Now of course my point is not that all control
stifles innovation; it is not that corporations inhibit rather than build
innovation. How much innovation is protected by these regulations is a hard
question. How much less innovation there would be if these principles of the
original Net were ignored is also a hard question. We have no good way to
measure the effect of these regulations protecting innovation. We have no good
way to tell whether in fact they were necessary.
But neither do we know enough to say the
opposite. We can't say that open code would have flourished as fully as it has
without its strict license, or that the Internet would have grown just as it
did without the norm of end-to-end; and we don't know whether the Internet
would have flourished without the FCC's control over the Baby Bells.
And yet now we must decide whether the same
principles of open access and end-to-end should also govern broadband--whether
it be cable broadband, wireless broadband, or broadband through telephone
wires. How should we answer this question in the face of what we don't know?
How should we resolve it when we can't be certain?
In my view, our bias should be in favor of what
has worked unimaginably well. Having tripped onto this environment of
extraordinary innovation, we should be cautious before we allow it to be
changed. If we can identify the principles that have distinguished the
Internet from earlier, less successful networks, then these principles should
guide us in choosing rules to govern networks in the future. End-to-end,
enforced through open access, has been a central part of the Internet
revolution. At a minimum, the burden should be on those who would compromise
that principle to show that it will not take away from the innovation we have
seen so far.
The choice is not between regulation and no
regulation. The choice is whether we architect the network to give power to
network owners to regulate innovation, or whether we architect it to remove
that power to regulate. Rules that entrench the right to innovate have done
well for us so far. They should not be repealed because of a confusion about
"regulation." At
the end of my day on Capitol Hill, I met with a smaller group of Senate
staffers to discuss the very same issues of open access. These staffers were
different: They were older, they seemed to have been around much longer, and
they were much more aware. Now I felt like the kid, and the more I described
this ideal of end-to-end and its relationship to open access and the
principles of the Internet, the more impatient these staffers became.
A deal would be struck, I was told. At least the
major ISPs would get access to the cable network. As Chairman Kennard had
said, business would find its "business solutions"; access would be
granted on terms set by the network owners. The open access of narrowband
Internet would not be possible, but neither would closed access be allowed. A
compromise would be found.
This is Washington's version of the Internet.
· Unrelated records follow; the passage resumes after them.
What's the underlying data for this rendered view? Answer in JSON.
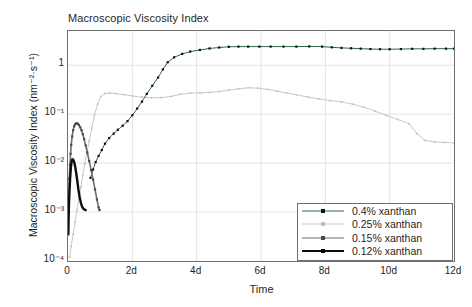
{
  "chart_data": {
    "type": "line",
    "title": "Macroscopic Viscosity Index",
    "xlabel": "Time",
    "ylabel": "Macroscopic Viscosity Index (nm⁻²·s⁻¹)",
    "xlim": [
      0,
      12
    ],
    "ylim": [
      0.0001,
      5
    ],
    "yscale": "log",
    "grid": true,
    "legend_position": "bottom-right",
    "xticks": [
      0,
      2,
      4,
      6,
      8,
      10,
      12
    ],
    "xticklabels": [
      "0",
      "2d",
      "4d",
      "6d",
      "8d",
      "10d",
      "12d"
    ],
    "yticks": [
      1,
      0.1,
      0.01,
      0.001,
      0.0001
    ],
    "yticklabels": [
      "1",
      "10⁻¹",
      "10⁻²",
      "10⁻³",
      "10⁻⁴"
    ],
    "series": [
      {
        "name": "0.4% xanthan",
        "color": "#2d6a42",
        "marker_color": "#111111",
        "linewidth": 1.0,
        "x": [
          0.7,
          0.78,
          0.86,
          0.95,
          1.05,
          1.15,
          1.28,
          1.42,
          1.55,
          1.7,
          1.85,
          2.0,
          2.15,
          2.3,
          2.45,
          2.62,
          2.8,
          2.95,
          3.1,
          3.3,
          3.55,
          3.8,
          4.1,
          4.4,
          4.7,
          5.0,
          5.3,
          5.6,
          5.95,
          6.3,
          6.7,
          7.1,
          7.5,
          7.9,
          8.2,
          8.5,
          8.8,
          9.1,
          9.4,
          9.7,
          10.0,
          10.35,
          10.7,
          11.05,
          11.4,
          11.75,
          12.0
        ],
        "y": [
          0.005,
          0.0074,
          0.0105,
          0.014,
          0.0185,
          0.025,
          0.0325,
          0.04,
          0.048,
          0.058,
          0.072,
          0.095,
          0.13,
          0.18,
          0.26,
          0.38,
          0.56,
          0.82,
          1.15,
          1.45,
          1.7,
          1.9,
          2.05,
          2.2,
          2.3,
          2.38,
          2.4,
          2.4,
          2.4,
          2.4,
          2.4,
          2.4,
          2.42,
          2.4,
          2.32,
          2.26,
          2.22,
          2.18,
          2.14,
          2.12,
          2.12,
          2.14,
          2.16,
          2.16,
          2.18,
          2.18,
          2.18
        ]
      },
      {
        "name": "0.25% xanthan",
        "color": "#c9c9c9",
        "marker_color": "#bdbdbd",
        "linewidth": 1.0,
        "x": [
          0.05,
          0.1,
          0.16,
          0.22,
          0.28,
          0.34,
          0.4,
          0.46,
          0.52,
          0.58,
          0.66,
          0.74,
          0.82,
          0.92,
          1.02,
          1.15,
          1.3,
          1.5,
          1.75,
          2.0,
          2.3,
          2.6,
          2.9,
          3.2,
          3.5,
          3.8,
          4.1,
          4.4,
          4.7,
          5.0,
          5.3,
          5.6,
          5.9,
          6.2,
          6.5,
          6.8,
          7.1,
          7.45,
          7.8,
          8.15,
          8.5,
          8.85,
          9.2,
          9.55,
          9.9,
          10.25,
          10.6,
          10.85,
          11.1,
          11.4,
          11.7,
          12.0
        ],
        "y": [
          0.00012,
          0.0002,
          0.00035,
          0.00062,
          0.0011,
          0.0019,
          0.0032,
          0.0056,
          0.0095,
          0.016,
          0.028,
          0.052,
          0.095,
          0.16,
          0.23,
          0.265,
          0.27,
          0.262,
          0.25,
          0.235,
          0.222,
          0.215,
          0.218,
          0.23,
          0.255,
          0.27,
          0.272,
          0.278,
          0.29,
          0.31,
          0.33,
          0.345,
          0.34,
          0.32,
          0.295,
          0.27,
          0.248,
          0.225,
          0.205,
          0.19,
          0.178,
          0.16,
          0.138,
          0.115,
          0.094,
          0.078,
          0.064,
          0.04,
          0.029,
          0.0272,
          0.0265,
          0.0258
        ]
      },
      {
        "name": "0.15% xanthan",
        "color": "#6e6e6e",
        "marker_color": "#4a4a4a",
        "linewidth": 1.6,
        "x": [
          0.02,
          0.04,
          0.06,
          0.08,
          0.1,
          0.13,
          0.16,
          0.19,
          0.22,
          0.26,
          0.3,
          0.34,
          0.38,
          0.42,
          0.46,
          0.5,
          0.55,
          0.6,
          0.66,
          0.72,
          0.78,
          0.84,
          0.9,
          0.95,
          0.98
        ],
        "y": [
          0.0022,
          0.0048,
          0.0092,
          0.0155,
          0.0235,
          0.035,
          0.047,
          0.0565,
          0.062,
          0.065,
          0.064,
          0.06,
          0.054,
          0.047,
          0.039,
          0.031,
          0.023,
          0.0165,
          0.011,
          0.0072,
          0.0046,
          0.0029,
          0.0018,
          0.00125,
          0.0011
        ]
      },
      {
        "name": "0.12% xanthan",
        "color": "#0d0d0d",
        "marker_color": "#000000",
        "linewidth": 2.4,
        "x": [
          0.01,
          0.02,
          0.03,
          0.05,
          0.07,
          0.09,
          0.11,
          0.13,
          0.15,
          0.17,
          0.2,
          0.23,
          0.26,
          0.29,
          0.32,
          0.36,
          0.4,
          0.44,
          0.48,
          0.52,
          0.55
        ],
        "y": [
          0.00035,
          0.00075,
          0.0015,
          0.003,
          0.0054,
          0.0082,
          0.0105,
          0.0118,
          0.012,
          0.0115,
          0.01,
          0.008,
          0.006,
          0.0043,
          0.003,
          0.00205,
          0.00155,
          0.00128,
          0.00116,
          0.00112,
          0.0011
        ]
      }
    ]
  },
  "colors": {
    "frame": "#6f6f6f",
    "grid": "#e3e3e3",
    "background": "#ffffff",
    "text": "#1f1f1f"
  }
}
There isn't a problem so long as the big guys can buy access. And while, to
their great credit, Steve Case of AOL and Gerald Levin of Time Warner have
actually pledged their networks to operate closer to the open-access ideal, I
couldn't help but feel that a battle to defend the original principles of the
Internet was over. If there is principle, it isn't visible in D.C. If there
was innovation to protect, it was only the innovation Hollywood might imagine.
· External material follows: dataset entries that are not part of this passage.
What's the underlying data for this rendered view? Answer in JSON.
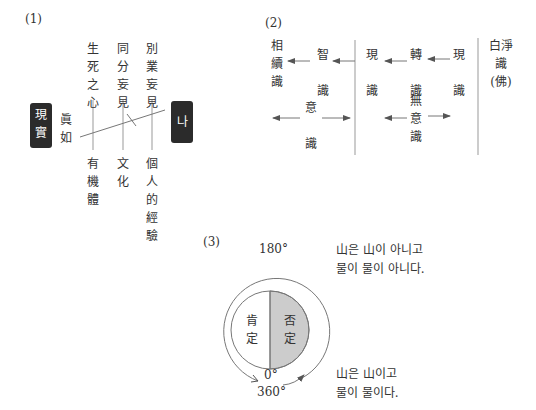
{
  "diagram1": {
    "label": "(1)",
    "left_box": "現實",
    "right_box": "나",
    "left_text": "眞如",
    "top": [
      "生死之心",
      "同分妄見",
      "別業妄見"
    ],
    "bottom": [
      "有機體",
      "文化",
      "個人的經驗"
    ]
  },
  "diagram2": {
    "label": "(2)",
    "col1": {
      "left": "相續識",
      "right": "智識",
      "mid": "意識"
    },
    "col2": {
      "left": "現識",
      "center": "轉識",
      "right": "現識",
      "mid": "無意識"
    },
    "col3": "白淨識(佛)"
  },
  "diagram3": {
    "label": "(3)",
    "top_angle": "180°",
    "zero": "0°",
    "full": "360°",
    "left_half": "肯定",
    "right_half": "否定",
    "top_text": [
      "山은 山이 아니고",
      "물이 물이 아니다."
    ],
    "bottom_text": [
      "山은 山이고",
      "물이 물이다."
    ]
  }
}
Our political culture would in time transform the Internet into the shape of
everything else. We might recognize the original Net in what Washington
produces. But as Kevin Werbach of Release 1.0 put it, whatever architecture it
will produce, it has little to do with what the Internet was.
We have the opportunity to preserve the original
principles of the Internet's architecture and the chance to preserve the
innovation that those principles made possible. But that opportunity will
require a commitment by us, and by government, to defend what has worked and
to keep the Net open to change--a regulation to preserve innovation.
Should Public Policy Support Open-Source Software?